This exam tips covers Exam Tips: Microscopy within Microscopy for GCSE Biology. Light and electron microscopes, magnification and resolution calculations, specimen preparation, staining techniques, and practical microscopy skills It is section 20 of 20 in this topic. Treat this as a marking guide for what examiners are looking for, not just a fact list.
Topic position
Section 20 of 20
Practice
26 questions
Recall
20 flashcards
Exam Tips: Microscopy
Common Question Types:
- Magnification calculation (2-3 marks): Use the formula M = I/A. Show all working, check units match, remember magnification itself has no units
- Compare microscope types (3-4 marks): Always compare both types directly in each point — "light microscope can view living specimens, whereas electron microscope cannot"
- Explain why electron microscope is used (2 marks): Must mention resolution, not just magnification — "resolution is too low in a light microscope to see [structure]"
- Describe microscopy method (3 marks): RPA1 — start at lowest power, coarse then fine focus, add stain, lower coverslip at 45 degrees to avoid air bubbles
- Explain why staining is used (1-2 marks): Cells are transparent/colourless; stains bind to specific structures to make them visible
Key Command Words:
- "State" — one-word or short phrase answer, no explanation needed
- "Calculate" — show full working, give units, check magnitude makes sense
- "Describe" — say what it does or what you observe, no reason needed
- "Explain" — must give a reason using "because" — this is where marks are won or lost
- "Compare" — you MUST reference both things being compared in every sentence
- "Suggest" — use your knowledge to give a sensible reason, even if not directly taught
Common Mistakes to Avoid:
- Confusing magnification (size) with resolution (clarity) — they are completely different properties
- Using the coarse focus knob at high magnification — this can crack the slide or scratch the lens
- Forgetting to convert units before calculating — mixing mm and μm gives a wrong answer
- Saying electron microscopes can view living cells — they absolutely cannot (vacuum kills all specimens)
- Writing units for magnification — magnification is a pure ratio (no mm, no x-units in the final answer)
- Saying stains make cells bigger — stains only add colour, never magnify
📋 Edexcel 1BI0 Specific Advice:
- Edexcel Paper 1 (1BI0/1) often gives you a micrograph image to work with — practice reading scale bars and extracting measurements from images
- For "justify" questions about microscope choice, always link to a numeric threshold: "resolution below 200 nm requires an electron microscope because light has too long a wavelength"
- Edexcel "Suggest" questions on microscopy expect you to reason from the properties of each microscope — memorise the key numbers (200 nm for light, 0.05 nm for TEM)
- When describing RPA1 method in a scenario question, mention the specific purpose of each step (e.g., "the coverslip is lowered at 45° to avoid trapping air bubbles, which would obscure the cells")
Keep building this topic
Read this section alongside the surrounding pages in Microscopy. That gives you the full topic sequence instead of a single isolated revision point.
Practice Questions for Microscopy
What is magnification?
Explain why specimens are stained before viewing under a light microscope.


▶ _Work task_: Output the records exactly, every one of them.

═════ Data to use ═════

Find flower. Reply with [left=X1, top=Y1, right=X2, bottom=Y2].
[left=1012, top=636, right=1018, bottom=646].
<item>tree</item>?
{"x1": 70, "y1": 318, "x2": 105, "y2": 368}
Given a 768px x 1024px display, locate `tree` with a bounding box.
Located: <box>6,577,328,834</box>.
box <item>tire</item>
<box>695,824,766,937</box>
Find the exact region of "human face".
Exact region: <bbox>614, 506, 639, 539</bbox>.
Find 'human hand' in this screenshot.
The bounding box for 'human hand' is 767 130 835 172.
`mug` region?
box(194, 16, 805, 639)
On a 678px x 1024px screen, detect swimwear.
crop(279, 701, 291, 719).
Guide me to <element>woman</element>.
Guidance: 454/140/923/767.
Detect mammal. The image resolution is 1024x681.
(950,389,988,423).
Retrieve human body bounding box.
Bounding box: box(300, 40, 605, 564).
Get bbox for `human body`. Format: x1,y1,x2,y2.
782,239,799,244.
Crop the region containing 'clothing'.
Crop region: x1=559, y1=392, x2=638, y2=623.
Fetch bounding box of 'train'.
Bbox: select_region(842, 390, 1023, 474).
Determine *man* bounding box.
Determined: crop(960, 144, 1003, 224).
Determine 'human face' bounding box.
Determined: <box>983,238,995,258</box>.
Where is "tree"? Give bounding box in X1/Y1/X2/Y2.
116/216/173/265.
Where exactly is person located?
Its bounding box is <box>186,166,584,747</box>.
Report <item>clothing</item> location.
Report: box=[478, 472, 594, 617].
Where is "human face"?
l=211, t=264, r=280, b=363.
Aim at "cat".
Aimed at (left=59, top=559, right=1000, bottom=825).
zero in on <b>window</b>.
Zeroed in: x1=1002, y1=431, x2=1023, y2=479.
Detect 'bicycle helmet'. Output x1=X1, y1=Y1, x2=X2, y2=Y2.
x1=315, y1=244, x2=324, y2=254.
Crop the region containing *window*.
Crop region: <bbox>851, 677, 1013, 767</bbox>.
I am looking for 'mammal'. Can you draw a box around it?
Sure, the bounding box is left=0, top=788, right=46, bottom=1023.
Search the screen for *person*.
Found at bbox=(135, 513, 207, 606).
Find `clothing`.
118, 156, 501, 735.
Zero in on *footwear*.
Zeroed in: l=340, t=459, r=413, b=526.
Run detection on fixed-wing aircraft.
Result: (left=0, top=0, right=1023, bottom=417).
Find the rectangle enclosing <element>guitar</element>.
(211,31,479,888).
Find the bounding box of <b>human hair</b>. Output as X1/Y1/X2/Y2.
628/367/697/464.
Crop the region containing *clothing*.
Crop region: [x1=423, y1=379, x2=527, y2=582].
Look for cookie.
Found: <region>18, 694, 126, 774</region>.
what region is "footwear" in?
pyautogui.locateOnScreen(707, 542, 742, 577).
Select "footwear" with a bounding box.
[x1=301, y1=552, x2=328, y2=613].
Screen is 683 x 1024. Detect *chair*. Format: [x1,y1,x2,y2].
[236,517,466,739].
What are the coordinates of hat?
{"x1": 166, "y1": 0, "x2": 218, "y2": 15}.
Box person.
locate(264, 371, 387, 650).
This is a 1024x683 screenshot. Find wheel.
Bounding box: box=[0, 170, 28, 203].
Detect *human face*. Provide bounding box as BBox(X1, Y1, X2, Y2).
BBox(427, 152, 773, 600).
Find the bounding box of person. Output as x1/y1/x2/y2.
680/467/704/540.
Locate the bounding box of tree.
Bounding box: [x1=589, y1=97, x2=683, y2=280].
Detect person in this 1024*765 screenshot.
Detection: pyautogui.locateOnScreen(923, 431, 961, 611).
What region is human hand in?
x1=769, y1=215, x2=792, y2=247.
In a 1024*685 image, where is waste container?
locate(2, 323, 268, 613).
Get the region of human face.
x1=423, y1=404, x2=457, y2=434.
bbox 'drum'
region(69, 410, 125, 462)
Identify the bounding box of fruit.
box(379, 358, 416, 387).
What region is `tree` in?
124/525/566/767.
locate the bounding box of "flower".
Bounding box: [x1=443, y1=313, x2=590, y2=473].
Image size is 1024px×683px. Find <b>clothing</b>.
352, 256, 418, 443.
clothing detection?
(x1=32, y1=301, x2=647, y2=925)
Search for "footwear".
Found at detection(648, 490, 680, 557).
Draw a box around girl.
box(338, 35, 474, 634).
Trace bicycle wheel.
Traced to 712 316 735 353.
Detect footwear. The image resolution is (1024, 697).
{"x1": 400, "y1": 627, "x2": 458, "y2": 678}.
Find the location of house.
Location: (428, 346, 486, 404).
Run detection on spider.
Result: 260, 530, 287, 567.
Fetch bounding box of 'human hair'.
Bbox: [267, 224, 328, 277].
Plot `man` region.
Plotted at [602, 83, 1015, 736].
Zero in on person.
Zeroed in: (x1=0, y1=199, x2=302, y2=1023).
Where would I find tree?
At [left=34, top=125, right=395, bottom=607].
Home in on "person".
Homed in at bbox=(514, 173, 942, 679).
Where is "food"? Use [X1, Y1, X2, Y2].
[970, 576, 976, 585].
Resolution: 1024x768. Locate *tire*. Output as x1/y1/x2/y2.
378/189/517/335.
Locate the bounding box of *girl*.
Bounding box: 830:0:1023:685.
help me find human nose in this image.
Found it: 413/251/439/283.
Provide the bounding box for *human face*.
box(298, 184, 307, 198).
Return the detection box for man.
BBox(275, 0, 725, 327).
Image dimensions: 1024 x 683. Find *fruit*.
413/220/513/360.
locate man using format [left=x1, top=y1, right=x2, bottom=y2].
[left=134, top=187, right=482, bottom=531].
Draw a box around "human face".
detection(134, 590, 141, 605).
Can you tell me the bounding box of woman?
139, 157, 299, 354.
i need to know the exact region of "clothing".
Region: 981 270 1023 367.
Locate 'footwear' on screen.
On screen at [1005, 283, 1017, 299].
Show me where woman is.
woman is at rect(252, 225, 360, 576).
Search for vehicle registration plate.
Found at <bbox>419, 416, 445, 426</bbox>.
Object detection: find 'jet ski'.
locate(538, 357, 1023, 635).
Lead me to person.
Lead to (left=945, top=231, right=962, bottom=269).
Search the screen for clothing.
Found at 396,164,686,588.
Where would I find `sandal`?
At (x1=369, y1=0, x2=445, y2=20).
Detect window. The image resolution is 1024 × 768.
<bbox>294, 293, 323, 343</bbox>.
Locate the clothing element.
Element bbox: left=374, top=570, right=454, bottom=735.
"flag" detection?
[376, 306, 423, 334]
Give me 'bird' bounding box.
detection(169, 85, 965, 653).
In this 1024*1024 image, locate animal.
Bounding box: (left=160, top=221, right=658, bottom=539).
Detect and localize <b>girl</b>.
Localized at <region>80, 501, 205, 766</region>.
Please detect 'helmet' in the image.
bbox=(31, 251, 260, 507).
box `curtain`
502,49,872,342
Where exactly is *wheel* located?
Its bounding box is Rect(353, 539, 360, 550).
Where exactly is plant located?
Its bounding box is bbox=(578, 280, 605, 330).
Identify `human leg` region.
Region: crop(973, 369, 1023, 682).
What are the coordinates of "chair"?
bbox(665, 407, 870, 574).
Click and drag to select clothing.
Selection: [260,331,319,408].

═════

▶ _Problem solution_:
Find flower. Reply with [left=X1, top=Y1, right=X2, bottom=Y2].
[left=1012, top=636, right=1018, bottom=646].
<item>tree</item>?
{"x1": 70, "y1": 318, "x2": 105, "y2": 368}
Given a 768px x 1024px display, locate `tree` with a bounding box.
Located: <box>6,577,328,834</box>.
box <item>tire</item>
<box>695,824,766,937</box>
Find the exact region of "human face".
Exact region: <bbox>614, 506, 639, 539</bbox>.
Find 'human hand' in this screenshot.
The bounding box for 'human hand' is 767 130 835 172.
`mug` region?
box(194, 16, 805, 639)
On a 678px x 1024px screen, detect swimwear.
crop(279, 701, 291, 719).
Guide me to <element>woman</element>.
Guidance: 454/140/923/767.
Detect mammal. The image resolution is 1024x681.
(950,389,988,423).
Retrieve human body bounding box.
Bounding box: box(300, 40, 605, 564).
Get bbox for `human body`. Format: x1,y1,x2,y2.
782,239,799,244.
Crop the region containing 'clothing'.
Crop region: x1=559, y1=392, x2=638, y2=623.
Fetch bounding box of 'train'.
Bbox: select_region(842, 390, 1023, 474).
Determine *man* bounding box.
Determined: crop(960, 144, 1003, 224).
Determine 'human face' bounding box.
Determined: <box>983,238,995,258</box>.
Where is "tree"? Give bounding box in X1/Y1/X2/Y2.
116/216/173/265.
Where exactly is person located?
Its bounding box is <box>186,166,584,747</box>.
Report <item>clothing</item> location.
Report: box=[478, 472, 594, 617].
Where is "human face"?
l=211, t=264, r=280, b=363.
Aim at "cat".
Aimed at (left=59, top=559, right=1000, bottom=825).
zero in on <b>window</b>.
Zeroed in: x1=1002, y1=431, x2=1023, y2=479.
Detect 'bicycle helmet'. Output x1=X1, y1=Y1, x2=X2, y2=Y2.
x1=315, y1=244, x2=324, y2=254.
Crop the region containing *window*.
Crop region: <bbox>851, 677, 1013, 767</bbox>.
I am looking for 'mammal'. Can you draw a box around it?
Sure, the bounding box is left=0, top=788, right=46, bottom=1023.
Search the screen for *person*.
Found at bbox=(135, 513, 207, 606).
Find `clothing`.
118, 156, 501, 735.
Zero in on *footwear*.
Zeroed in: l=340, t=459, r=413, b=526.
Run detection on fixed-wing aircraft.
Result: (left=0, top=0, right=1023, bottom=417).
Find the rectangle enclosing <element>guitar</element>.
(211,31,479,888).
Find the bounding box of <b>human hair</b>. Output as X1/Y1/X2/Y2.
628/367/697/464.
Crop the region containing *clothing*.
Crop region: [x1=423, y1=379, x2=527, y2=582].
Look for cookie.
Found: <region>18, 694, 126, 774</region>.
what region is "footwear" in?
pyautogui.locateOnScreen(707, 542, 742, 577).
Select "footwear" with a bounding box.
[x1=301, y1=552, x2=328, y2=613].
Screen is 683 x 1024. Detect *chair*. Format: [x1,y1,x2,y2].
[236,517,466,739].
What are the coordinates of hat?
{"x1": 166, "y1": 0, "x2": 218, "y2": 15}.
Box person.
locate(264, 371, 387, 650).
This is a 1024x683 screenshot. Find wheel.
Bounding box: box=[0, 170, 28, 203].
Detect *human face*. Provide bounding box as BBox(X1, Y1, X2, Y2).
BBox(427, 152, 773, 600).
Find the bounding box of person. Output as x1/y1/x2/y2.
680/467/704/540.
Locate the bounding box of tree.
Bounding box: [x1=589, y1=97, x2=683, y2=280].
Detect person in this 1024*765 screenshot.
Detection: pyautogui.locateOnScreen(923, 431, 961, 611).
What region is human hand in?
x1=769, y1=215, x2=792, y2=247.
In a 1024*685 image, where is waste container?
locate(2, 323, 268, 613).
Get the region of human face.
x1=423, y1=404, x2=457, y2=434.
bbox 'drum'
region(69, 410, 125, 462)
Identify the bounding box of fruit.
box(379, 358, 416, 387).
What region is `tree` in?
124/525/566/767.
locate the bounding box of "flower".
Bounding box: [x1=443, y1=313, x2=590, y2=473].
Image size is 1024px×683px. Find <b>clothing</b>.
352, 256, 418, 443.
clothing detection?
(x1=32, y1=301, x2=647, y2=925)
Search for "footwear".
Found at detection(648, 490, 680, 557).
Draw a box around girl.
box(338, 35, 474, 634).
Trace bicycle wheel.
Traced to 712 316 735 353.
Detect footwear. The image resolution is (1024, 697).
{"x1": 400, "y1": 627, "x2": 458, "y2": 678}.
Find the location of house.
Location: (428, 346, 486, 404).
Run detection on spider.
Result: 260, 530, 287, 567.
Fetch bounding box of 'human hair'.
Bbox: [267, 224, 328, 277].
Plot `man` region.
Plotted at [602, 83, 1015, 736].
Zero in on person.
Zeroed in: (x1=0, y1=199, x2=302, y2=1023).
Where would I find tree?
At [left=34, top=125, right=395, bottom=607].
Home in on "person".
Homed in at bbox=(514, 173, 942, 679).
Where is "food"? Use [X1, Y1, X2, Y2].
[970, 576, 976, 585].
Resolution: 1024x768. Locate *tire*. Output as x1/y1/x2/y2.
378/189/517/335.
Locate the bounding box of *girl*.
Bounding box: 830:0:1023:685.
help me find human nose in this image.
Found it: 413/251/439/283.
Provide the bounding box for *human face*.
box(298, 184, 307, 198).
Return the detection box for man.
BBox(275, 0, 725, 327).
Image dimensions: 1024 x 683. Find *fruit*.
413/220/513/360.
locate man using format [left=x1, top=y1, right=x2, bottom=y2].
[left=134, top=187, right=482, bottom=531].
Draw a box around "human face".
detection(134, 590, 141, 605).
Can you tell me the bounding box of woman?
139, 157, 299, 354.
i need to know the exact region of "clothing".
Region: 981 270 1023 367.
Locate 'footwear' on screen.
On screen at [1005, 283, 1017, 299].
Show me where woman is.
woman is at rect(252, 225, 360, 576).
Search for vehicle registration plate.
Found at <bbox>419, 416, 445, 426</bbox>.
Object detection: find 'jet ski'.
locate(538, 357, 1023, 635).
Lead me to person.
Lead to (left=945, top=231, right=962, bottom=269).
Search the screen for clothing.
Found at 396,164,686,588.
Where would I find `sandal`?
At (x1=369, y1=0, x2=445, y2=20).
Detect window. The image resolution is 1024 × 768.
<bbox>294, 293, 323, 343</bbox>.
Locate the clothing element.
Element bbox: left=374, top=570, right=454, bottom=735.
"flag" detection?
[376, 306, 423, 334]
Give me 'bird' bounding box.
detection(169, 85, 965, 653).
In this 1024*1024 image, locate animal.
Bounding box: (left=160, top=221, right=658, bottom=539).
Detect and localize <b>girl</b>.
Localized at <region>80, 501, 205, 766</region>.
Please detect 'helmet' in the image.
bbox=(31, 251, 260, 507).
box `curtain`
502,49,872,342
Where exactly is *wheel* located?
Its bounding box is Rect(353, 539, 360, 550).
Where exactly is plant located?
Its bounding box is bbox=(578, 280, 605, 330).
Identify `human leg` region.
Region: crop(973, 369, 1023, 682).
What are the coordinates of "chair"?
bbox(665, 407, 870, 574).
Click and drag to select clothing.
Selection: [260,331,319,408].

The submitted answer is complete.